The opioid war wins again

http://www.pharmaciststeve.com/?p=15623

The CMS has responded to calls to eliminate patient satisfaction on pain management from Medicare’s value-based purchasing program…

The AHA was among several prominent healthcare associations that had called on the Obama administration to stop incorporating patients’ responses to pain-management questions in the Hospital Consumer Assessment of Healthcare Providers and Systems (HCAHPS) in the value-based purchasing program. HCAHPS results are a significant factor in how hospitals fare under value-based purchasing, and providers have complained the program gives them a financial incentive to over-prescribe painkillers to keep patients happy.

The survey asks patients if they needed medicine for pain, how often their pain was well controlled and—of most concern to the healthcare industry—if the hospital staff did everything they could to help with the pain.

“Some stakeholders believe that the linkage of the pain management dimension questions to the Hospital VBP program payment incentives creates pressure on hospital staff to prescribe more opioids,” the CMS said in the proposed rule. The agency said removing the questions from the survey would “mitigate even the perception that there is financial pressure to overprescribe opioids.” …

If you were a doctor, which would you be more afraid of, CMS or the DEA? In other words, the opioid war has pretty much removed all financial “pressure” to overprescribe opioids. The pressures doctors are under now when it comes to opioid prescribing are from the DEA and insurance companies, not patient surveys.

To me, patient surveys are not important, because it doesn’t matter what I say on a patient survey, doctors aren’t going to treat my pain anyway. But with this amazing amount of pressure brought to bare against CMS for patient surveys — specifically regarding the treatment of pain — I wonder if I’m wrong. If maybe sometime in the future, chronic pain patients will be kicking themselves because they didn’t fight against this change. Who knows?

Is racism a mental health condition?

I watched someone die yesterday. I wondered about the thoughts going through his mind — the amount of pain he must have suffered — as his murderer stood outside his car window pointing a gun in his face. Was that the last thing he saw? As his girlfriend recorded his last breath. As a little girl, now scarred for life, watched from the back seat.

If this had happened in Iraq or Syria, that little girl could very well grow up to be a terrorist.

Then there’s Micah Johnson, the 25-year-old veteran who shot 12 police officers, murdering 5 of them. Here are the most informative articles on this tragedy so far:

http://www.dailymail.co.uk/news/article-3680988/Pictured-Micah-Xavier-Johnson-25-year-old-shot-12-cops-Dallas-Black-Lives-Matter-protest-killing-five-saying-wanted-kill-white-people-especially-white-officers.html

http://www.washingtonpost.com/news/morning-mix/wp/2016/07/07/the-story-behind-the-filming-of-the-fatal-baton-rouge-police-shooting/

#StoptheKilling

http://www.nydailynews.com/news/national/king-micah-johnson-making-america-racist-creation-article-1.2704556

I am a part of the Black Lives Matter movement. We did not ask for this. The protesters in Dallas did not want or ask for this.

However, and this is as uncomfortable for me to say as it may be for you to read, we should not be surprised by what he did.

Micah Johnson is the cake that this country has baked.

I’m not sure that the Micah Johnson tragedy was about race. I think it was about his mental health, and because he was black, his brain made it about race.

Micah was about the age in which schizophrenic symptoms can start to appear. Those who suffer from this condition are quite normal before symptoms begin. Everyone who knew him described him as quiet, yet he obviously had some kind of mental break, turning his home into a weapons storage unit. As if he was paranoid and felt threatened. But he also seemed to feel invincible (or suicidal), starting a war with the police. And in the middle of this war, after he was shot, the cops said Micah was laughing.

http://www.dallasnews.com/news/crime/headlines/20160708-five-things-you-should-know-about-dallas-shooting-suspect-micah-johnson.ece

After a long showdown, during which he was reportedly laughing, singing and bragging about training for the attack…

I would imagine that it’s not too hard to radicalize someone who suffers from a mental health condition. And I assume that anything radical would be appealing and a temptation for someone with an unbalanced mind.

Is racism a mental health condition? How about gun addiction?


*EXERCISE:* Extract each line holding the word "lower" from the entries.

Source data
════════
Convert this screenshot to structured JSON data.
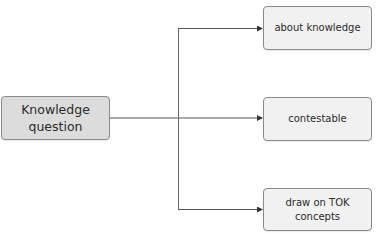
{
  "diagram": {
    "source": {
      "label_line1": "Knowledge",
      "label_line2": "question"
    },
    "targets": [
      {
        "label_line1": "about knowledge",
        "label_line2": ""
      },
      {
        "label_line1": "contestable",
        "label_line2": ""
      },
      {
        "label_line1": "draw on TOK",
        "label_line2": "concepts"
      }
    ],
    "colors": {
      "source_fill": "#dcdcdc",
      "target_fill": "#f1f1f1",
      "border": "#8a8a8a",
      "line": "#555555"
    }
  }
}
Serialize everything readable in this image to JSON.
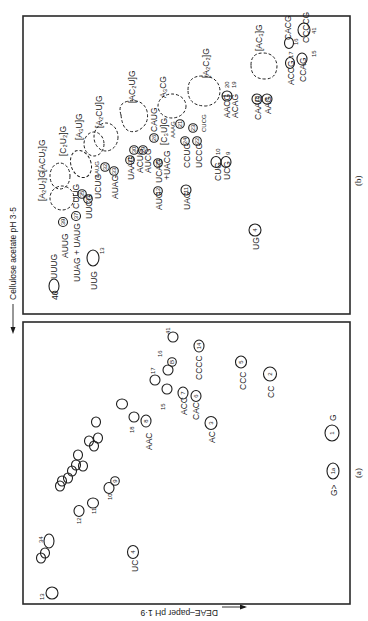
{
  "figure": {
    "orientation": "rotated 90 degrees (text reads bottom-to-top)",
    "axes": {
      "horizontal_axis_label": "Cellulose acetate pH 3·5",
      "vertical_axis_label": "DEAE–paper pH 1·9"
    },
    "panels": [
      {
        "label": "(b)",
        "spots": [
          {
            "label": "UUUG",
            "number": "40",
            "shape": "open"
          },
          {
            "label": "UUG",
            "number": "13",
            "shape": "open"
          },
          {
            "label": "AUUG",
            "number": "39",
            "shape": "circled"
          },
          {
            "label": "UUAG + UAUG",
            "number": "37",
            "shape": "circled"
          },
          {
            "label": "CUUG",
            "number": "",
            "shape": "text"
          },
          {
            "label": "UUCG",
            "number": "36",
            "shape": "circled"
          },
          {
            "label": "UCUG",
            "number": "34",
            "shape": "circled"
          },
          {
            "label": "AAUG",
            "number": "",
            "shape": "text"
          },
          {
            "label": "AUAG",
            "number": "33",
            "shape": "circled"
          },
          {
            "label": "",
            "number": "32",
            "shape": "circled"
          },
          {
            "label": "[A2U2]G",
            "number": "",
            "shape": "dashed"
          },
          {
            "label": "[ACU2]G",
            "number": "",
            "shape": "dashed"
          },
          {
            "label": "[C2U2]G",
            "number": "",
            "shape": "dashed"
          },
          {
            "label": "[A3U]G",
            "number": "",
            "shape": "dashed"
          },
          {
            "label": "[A2CU]G",
            "number": "",
            "shape": "dashed"
          },
          {
            "label": "[AC2U]G",
            "number": "",
            "shape": "dashed"
          },
          {
            "label": "UAAG",
            "number": "31",
            "shape": "circled"
          },
          {
            "label": "ACUG",
            "number": "30",
            "shape": "circled"
          },
          {
            "label": "AUCG",
            "number": "29",
            "shape": "circled"
          },
          {
            "label": "AUG",
            "number": "12",
            "shape": "circled"
          },
          {
            "label": "UCAG",
            "number": "25",
            "shape": "circled"
          },
          {
            "label": "+UACG",
            "number": "",
            "shape": "text"
          },
          {
            "label": "CAUG",
            "number": "26",
            "shape": "circled"
          },
          {
            "label": "[C3U]G",
            "number": "",
            "shape": "text"
          },
          {
            "label": "AAAG",
            "number": "",
            "shape": "text"
          },
          {
            "label": "A3CG",
            "number": "",
            "shape": "dashed"
          },
          {
            "label": "UAG",
            "number": "11",
            "shape": "circled"
          },
          {
            "label": "CCUG",
            "number": "24",
            "shape": "circled"
          },
          {
            "label": "UCCG",
            "number": "22",
            "shape": "circled"
          },
          {
            "label": "",
            "number": "21",
            "shape": "circled"
          },
          {
            "label": "",
            "number": "23",
            "shape": "circled"
          },
          {
            "label": "CUCG",
            "number": "",
            "shape": "text"
          },
          {
            "label": "[A2C2]G",
            "number": "",
            "shape": "dashed"
          },
          {
            "label": "UG",
            "number": "4",
            "shape": "circled"
          },
          {
            "label": "CUG",
            "number": "10",
            "shape": "open"
          },
          {
            "label": "UCG",
            "number": "9",
            "shape": "open"
          },
          {
            "label": "AACG",
            "number": "20",
            "shape": "open"
          },
          {
            "label": "ACAG",
            "number": "19",
            "shape": "open"
          },
          {
            "label": "CAAG",
            "number": "18",
            "shape": "circled"
          },
          {
            "label": "AAG",
            "number": "8",
            "shape": "circled"
          },
          {
            "label": "[AC3]G",
            "number": "",
            "shape": "dashed"
          },
          {
            "label": "ACCG",
            "number": "17",
            "shape": "open"
          },
          {
            "label": "CCAG",
            "number": "15",
            "shape": "open"
          },
          {
            "label": "CACG",
            "number": "16",
            "shape": "open"
          },
          {
            "label": "CCCCG",
            "number": "41",
            "shape": "open"
          }
        ]
      },
      {
        "label": "(a)",
        "spots": [
          {
            "label": "",
            "number": "13",
            "shape": "open"
          },
          {
            "label": "",
            "number": "34",
            "shape": "open"
          },
          {
            "label": "UC",
            "number": "4",
            "shape": "circled"
          },
          {
            "label": "",
            "number": "12",
            "shape": "open"
          },
          {
            "label": "",
            "number": "11",
            "shape": "open"
          },
          {
            "label": "",
            "number": "10",
            "shape": "open"
          },
          {
            "label": "",
            "number": "9",
            "shape": "circled"
          },
          {
            "label": "",
            "number": "18",
            "shape": "open"
          },
          {
            "label": "AAC",
            "number": "8",
            "shape": "circled"
          },
          {
            "label": "",
            "number": "15",
            "shape": "open"
          },
          {
            "label": "",
            "number": "17",
            "shape": "open"
          },
          {
            "label": "",
            "number": "16",
            "shape": "open"
          },
          {
            "label": "",
            "number": "B",
            "shape": "circled"
          },
          {
            "label": "",
            "number": "41",
            "shape": "open"
          },
          {
            "label": "ACC",
            "number": "7",
            "shape": "circled"
          },
          {
            "label": "CAC",
            "number": "6",
            "shape": "circled"
          },
          {
            "label": "AC",
            "number": "3",
            "shape": "circled"
          },
          {
            "label": "CCCC",
            "number": "14",
            "shape": "circled"
          },
          {
            "label": "CCC",
            "number": "5",
            "shape": "circled"
          },
          {
            "label": "CC",
            "number": "2",
            "shape": "circled"
          },
          {
            "label": "G>",
            "number": "1a",
            "shape": "circled"
          },
          {
            "label": "G",
            "number": "1",
            "shape": "circled"
          }
        ]
      }
    ]
  },
  "text": {
    "axis_h": "Cellulose acetate pH 3·5",
    "axis_v": "DEAE–paper pH 1·9",
    "panel_b": "(b)",
    "panel_a": "(a)",
    "b": {
      "uuug": "UUUG",
      "n40": "40",
      "uug": "UUG",
      "n13": "13",
      "auug": "AUUG",
      "n39": "39",
      "uuag": "UUAG + UAUG",
      "n37": "37",
      "cuug": "CUUG",
      "uucg": "UUCG",
      "n36": "36",
      "n35": "35",
      "ucug": "UCUG",
      "aaug": "AAUG",
      "auag": "AUAG",
      "n33": "33",
      "n32": "32",
      "a2u2": "[A₂U₂]G",
      "acu2": "[ACU₂]G",
      "c2u2": "[C₂U₂]G",
      "a3u": "[A₃U]G",
      "a2cu": "[A₂CU]G",
      "ac2u": "[AC₂U]G",
      "uaag": "UAAG",
      "n31": "31",
      "acug": "ACUG",
      "n30": "30",
      "aucg": "AUCG",
      "n29": "29",
      "aug": "AUG",
      "n12": "12",
      "ucag": "UCAG",
      "n25": "25",
      "uacg": "+UACG",
      "caug": "CAUG",
      "n26": "26",
      "c3u": "[C₃U]G",
      "aaag": "AAAG",
      "a3cg": "A₃CG",
      "uag": "UAG",
      "n11": "11",
      "ccug": "CCUG",
      "n24": "24",
      "uccg": "UCCG",
      "n22": "22",
      "n21": "21",
      "n23": "23",
      "cucg": "CUCG",
      "a2c2": "[A₂C₂]G",
      "ug": "UG",
      "n4": "4",
      "cug": "CUG",
      "n10": "10",
      "ucg": "UCG",
      "n9": "9",
      "aacg": "AACG",
      "n20": "20",
      "acag": "ACAG",
      "n19": "19",
      "caag": "CAAG",
      "n18": "18",
      "aag": "AAG",
      "n8": "8",
      "ac3": "[AC₃]G",
      "accg": "ACCG",
      "n17": "17",
      "ccag": "CCAG",
      "n15": "15",
      "cacg": "CACG",
      "n16": "16",
      "cccc": "CCCCG",
      "n41": "41"
    },
    "a": {
      "n13": "13",
      "n34": "34",
      "uc": "UC",
      "n4": "4",
      "n12": "12",
      "n11": "11",
      "n10": "10",
      "n9": "9",
      "n18": "18",
      "aac": "AAC",
      "n8": "8",
      "n15": "15",
      "n17": "17",
      "n16": "16",
      "nB": "B",
      "n41": "41",
      "acc": "ACC",
      "n7": "7",
      "cac": "CAC",
      "n6": "6",
      "ac": "AC",
      "n3": "3",
      "cccc": "CCCC",
      "n14": "14",
      "ccc": "CCC",
      "n5": "5",
      "cc": "CC",
      "n2": "2",
      "gcyc": "G>",
      "n1a": "1a",
      "g": "G",
      "n1": "1"
    }
  }
}
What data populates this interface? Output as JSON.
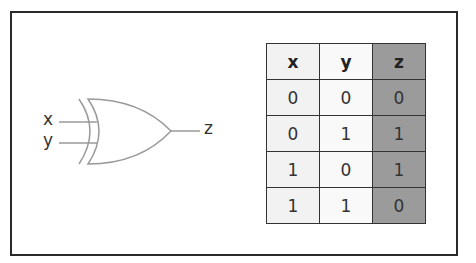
{
  "diagram": {
    "type": "XOR gate with truth table",
    "gate": {
      "name": "XOR",
      "inputs": [
        "x",
        "y"
      ],
      "output": "z"
    },
    "truth_table": {
      "headers": [
        "x",
        "y",
        "z"
      ],
      "rows": [
        [
          "0",
          "0",
          "0"
        ],
        [
          "0",
          "1",
          "1"
        ],
        [
          "1",
          "0",
          "1"
        ],
        [
          "1",
          "1",
          "0"
        ]
      ]
    },
    "colors": {
      "x_column": "#f2f2f2",
      "y_column": "#f9f9f9",
      "z_column": "#9b9b9b",
      "border": "#333333",
      "gate_stroke": "#9a9a9a"
    }
  }
}
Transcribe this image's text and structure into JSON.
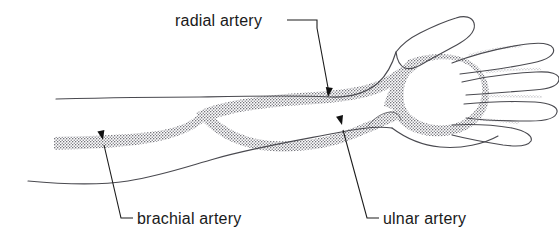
{
  "figure": {
    "kind": "anatomical-line-drawing",
    "background_color": "#ffffff",
    "outline_color": "#4a4a50",
    "artery_texture": "stippled",
    "artery_color": "#77777e",
    "leader_color": "#1d1d1d",
    "text_color": "#1a1a1a"
  },
  "labels": [
    {
      "id": "radial",
      "text": "radial artery",
      "text_x": 175,
      "text_y": 26,
      "anchor": "start",
      "leader_path": "M 287 20 L 317 20 L 317 28 L 329 93",
      "arrow_x": 328,
      "arrow_y": 97,
      "arrow_rotation": 8
    },
    {
      "id": "brachial",
      "text": "brachial artery",
      "text_x": 137,
      "text_y": 224,
      "anchor": "start",
      "leader_path": "M 133 218 L 121 218 L 104 145",
      "arrow_x": 103,
      "arrow_y": 140,
      "arrow_rotation": -13
    },
    {
      "id": "ulnar",
      "text": "ulnar artery",
      "text_x": 383,
      "text_y": 224,
      "anchor": "start",
      "leader_path": "M 379 218 L 367 218 L 343 130",
      "arrow_x": 342,
      "arrow_y": 125,
      "arrow_rotation": -15
    }
  ],
  "arteries": [
    {
      "id": "brachial-trunk",
      "name": "brachial artery",
      "label_ref": "brachial"
    },
    {
      "id": "radial-branch",
      "name": "radial artery",
      "label_ref": "radial"
    },
    {
      "id": "ulnar-branch",
      "name": "ulnar artery",
      "label_ref": "ulnar"
    },
    {
      "id": "palmar-arch",
      "name": "palmar arch",
      "label_ref": null
    },
    {
      "id": "digital-1",
      "name": "digital branch 1",
      "label_ref": null
    },
    {
      "id": "digital-2",
      "name": "digital branch 2",
      "label_ref": null
    },
    {
      "id": "digital-3",
      "name": "digital branch 3",
      "label_ref": null
    },
    {
      "id": "digital-4",
      "name": "digital branch 4",
      "label_ref": null
    }
  ],
  "anatomy_outlines": [
    {
      "id": "arm-upper-edge",
      "name": "upper arm contour"
    },
    {
      "id": "arm-lower-edge",
      "name": "lower arm contour"
    },
    {
      "id": "thumb",
      "name": "thumb outline"
    },
    {
      "id": "finger-index",
      "name": "index finger outline"
    },
    {
      "id": "finger-middle",
      "name": "middle finger outline"
    },
    {
      "id": "finger-ring",
      "name": "ring finger outline"
    },
    {
      "id": "finger-little",
      "name": "little finger outline"
    },
    {
      "id": "hand-palm-edge",
      "name": "palm lower contour"
    },
    {
      "id": "thenar-crease",
      "name": "thenar crease"
    }
  ]
}
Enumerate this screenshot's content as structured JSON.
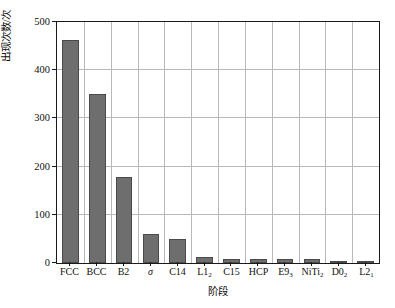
{
  "chart_data": {
    "type": "bar",
    "title": "",
    "xlabel": "阶段",
    "ylabel": "出现次数/次",
    "categories": [
      "FCC",
      "BCC",
      "B2",
      "σ",
      "C14",
      "L1₂",
      "C15",
      "HCP",
      "E9₃",
      "NiTi₂",
      "D0₂",
      "L2₁"
    ],
    "category_parts": [
      {
        "base": "FCC",
        "sub": ""
      },
      {
        "base": "BCC",
        "sub": ""
      },
      {
        "base": "B2",
        "sub": ""
      },
      {
        "base": "σ",
        "sub": "",
        "italic": true
      },
      {
        "base": "C14",
        "sub": ""
      },
      {
        "base": "L1",
        "sub": "2"
      },
      {
        "base": "C15",
        "sub": ""
      },
      {
        "base": "HCP",
        "sub": ""
      },
      {
        "base": "E9",
        "sub": "3"
      },
      {
        "base": "NiTi",
        "sub": "2"
      },
      {
        "base": "D0",
        "sub": "2"
      },
      {
        "base": "L2",
        "sub": "1"
      }
    ],
    "values": [
      463,
      350,
      178,
      60,
      49,
      12,
      8,
      8,
      8,
      8,
      5,
      4
    ],
    "ylim": [
      0,
      500
    ],
    "yticks": [
      0,
      100,
      200,
      300,
      400,
      500
    ],
    "ytick_labels": [
      "0",
      "100",
      "200",
      "300",
      "400",
      "500"
    ],
    "grid": true,
    "legend": "none",
    "bar_color": "#6e6e6e",
    "bar_edge_color": "#4a4a4a",
    "grid_color": "#b9b9b9",
    "axis_color": "#1a1a1a"
  }
}
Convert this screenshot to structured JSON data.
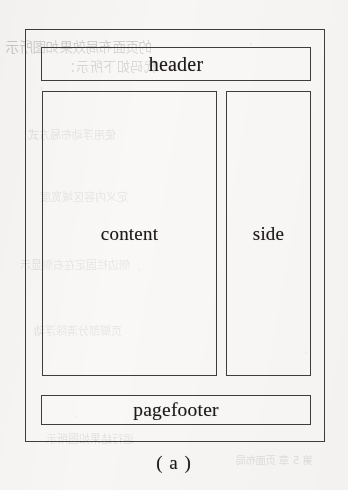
{
  "figure": {
    "caption": "( a )",
    "frame_label": "page-frame",
    "boxes": [
      {
        "id": "header",
        "label": "header"
      },
      {
        "id": "content",
        "label": "content"
      },
      {
        "id": "side",
        "label": "side"
      },
      {
        "id": "pagefooter",
        "label": "pagefooter"
      }
    ]
  },
  "scan_bleedthrough": {
    "note": "faint mirrored show-through text from the reverse side of the scanned page",
    "lines": [
      "的页面布局效果如图所示",
      "代码如下所示：",
      "使用浮动布局方式",
      "定义内容区域宽度",
      "侧边栏固定在右侧显示",
      "页脚部分清除浮动",
      "运行结果如图所示",
      "第 5 章 页面布局"
    ]
  },
  "colors": {
    "paper": "#f7f6f4",
    "ink": "#1d1a19",
    "stroke": "#403c3b",
    "bleed": "rgba(92,86,84,0.30)"
  }
}
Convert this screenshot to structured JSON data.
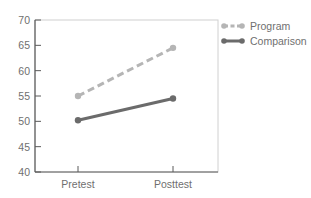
{
  "chart_data": {
    "type": "line",
    "title": "",
    "xlabel": "",
    "ylabel": "",
    "categories": [
      "Pretest",
      "Posttest"
    ],
    "series": [
      {
        "name": "Program",
        "values": [
          55,
          64.5
        ],
        "color": "#b5b5b5",
        "style": "dashed"
      },
      {
        "name": "Comparison",
        "values": [
          50.2,
          54.5
        ],
        "color": "#6b6b6b",
        "style": "solid"
      }
    ],
    "ylim": [
      40,
      70
    ],
    "yticks": [
      "40",
      "45",
      "50",
      "55",
      "60",
      "65",
      "70"
    ],
    "grid": false,
    "legend_position": "right-top"
  },
  "legend": {
    "items": [
      "Program",
      "Comparison"
    ]
  }
}
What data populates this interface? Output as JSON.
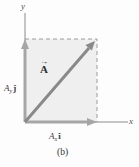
{
  "figure": {
    "caption": "(b)",
    "axes": {
      "x_label": "x",
      "y_label": "y"
    },
    "vector": {
      "label": "A",
      "arrow_symbol": "→"
    },
    "components": {
      "y": {
        "base": "A",
        "sub": "y",
        "unit": "ĵ"
      },
      "x": {
        "base": "A",
        "sub": "x",
        "unit": "î"
      }
    },
    "colors": {
      "background": "#fdfdfd",
      "box_fill": "#efefef",
      "component_arrow": "#a6a6a6",
      "vector_arrow": "#898989",
      "dashed_line": "#9c9c9c",
      "axis_line": "#8c8c8c",
      "text": "#3c3c3c"
    }
  }
}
════════
*REPLY:*
      "id": "arm-lower-edge",
      "name": "lower arm contour"
      "name": "palm lower contour"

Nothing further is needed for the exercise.